The Ketchikan City Council heard Thursday from some downtown business owners about the increasing problem of hawking – store employees who call out to potential customers in an attempt to lure them into a store.
The downtown retail area is extremely competitive during Ketchikan’s busy summer tour season. Susan Peters, who owns Scanlon Gallery downtown, told the Council that the practice of hawking has become “horrible.”
“Our visitor industry is very important to our community and I’d say almost on a daily basis I get complaints from visitors that are stopped or asked almost every other store on certain streets and on the docks,” she said.
Peters said other Alaska communities with heavy tourist traffic have measures in place to curb hawking. Skagway and Juneau, for example, hire enforcement officers who give citations.
Fred Abajian owns the Salmon Etc. store downtown. He said he has a clear view of the intersection of Mission and Main, where people are selling tours from storefronts, along with the jewelry and souvenir shops that are trying to attract customers.
“You can hear them from my store quite easily,” he said. “I’ve seen them venture out on the sidewalk, talking frantically with people. It makes our town look real tacky.”
Another downtown shop owner, Deepu Budhrani, suggested that people selling tours on the street be given a building for that activity. He said something must be done about the hawking.
“It’s becoming a very cheap image,” he said. “This is the first year that I see it happening to this scale. We’ve been here almost 20 years. Last year it started, I think we need to put an end to it.”
Assistant City Manager David Martin told the Council that city code currently allows hawking from private property.
“I don’t disagree with anything that’s been said so far tonight.

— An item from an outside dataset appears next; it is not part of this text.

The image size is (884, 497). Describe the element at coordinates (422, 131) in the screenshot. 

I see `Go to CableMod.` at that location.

It is really bad,” he said. “But, we simply don’t have the tools to deal with those types of things that happen from the private property.”

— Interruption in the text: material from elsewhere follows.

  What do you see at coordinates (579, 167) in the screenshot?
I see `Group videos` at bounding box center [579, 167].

City Mayor Lew Williams III asked Martin to look into the enforcement regulations used by Skagway and Juneau, and bring the information back for the Council to consider.
Earlier this week, the Ketchikan Gateway Borough Assembly responded to a similar appeal from downtown business owners. That body agreed to forward the issue to the Cooperative Relations Committee, a group of city and borough officials that deals with issues of mutual concern.
Also on Thursday, the City Council accepted a $200,000 grant from the Ketchikan Gateway Borough to help pay for design work on the planned Hole-In-The-Wall Harbor reconstruction project. The Council also approved a contract with PND Engineers to do the design work.